Over time, and with the help of my partner, I slowly started to think that perhaps I wouldn't be the worst mother ever. At one point I had decided that I would wait until the baby was born to kill myself, but with each day, week and month that went by, I realized that for the first time in a very long time, I actually had something worth living for.

When our baby arrived one beautiful winter afternoon, I felt like someone had suddenly ripped me into a million pieces. Not physically, of course, as that part had gone extremely well. But emotionally, I had never felt so vulnerable. Here was this tiny piece of my soul laying in my arms. Here was my heart cradled against my breast. Here was the greatest love I'd ever known.

But while all of this amazing positivity was bursting forth from me, I felt something darker under the surface. There was this feeling that I guess all women feel once they become a mother. It was the feeling that I would do anything to protect this tiny bundle. Suddenly, there was something greater than myself in this world. My entire life would now be devoted to the care of my baby, my son.

All of that fear and pain that I'd dealt with... all of the worry that I wouldn't be good enough as a mother was immediately dismissed. I knew that now and forever I would be the best mother I was capable of being. Because now I had a new fear. The fear of something happening to him.
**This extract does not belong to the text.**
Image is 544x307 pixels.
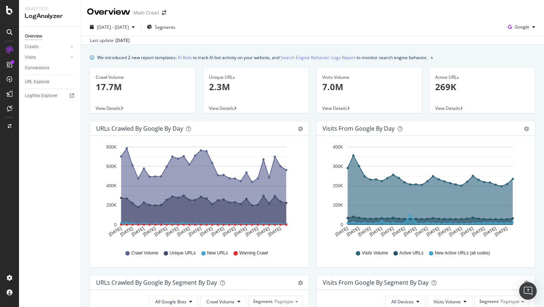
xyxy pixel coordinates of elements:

Every moment since then has been pure terror and elation. I am in equal parts horrified and electrified when my children do something new. I run this crazy balance beam where on one side I live in an agonizing need to keep them safe while on the other is this burning desire to see them fly! It is slow, agonizing fear, and it is amazingly pure exhilaration

Being a mother is having what if in the back of your mind at all times. It is seeing news stories about other people's kids and sobbing your heart out as you picture your own child. It is changing your political and world views because now you have to think to the long term future to ensure that life will be okay for your kids and grand kids. It is non-stop and exhausting.

And so a big part of me regrets having kids. Because who in their right mind would sign up for a life of pure, unadulterated worry and doubt?

But here's the truth. The good outweighs the bad - always. I wouldn't trade a single second with my kids for any sort of peace of mind. Because the reality is that having children was the best thing I've ever done. It made me MOTHER, the single most important person in the world. Because I have the job of raising three potential world-changers. And that is something I can never regret.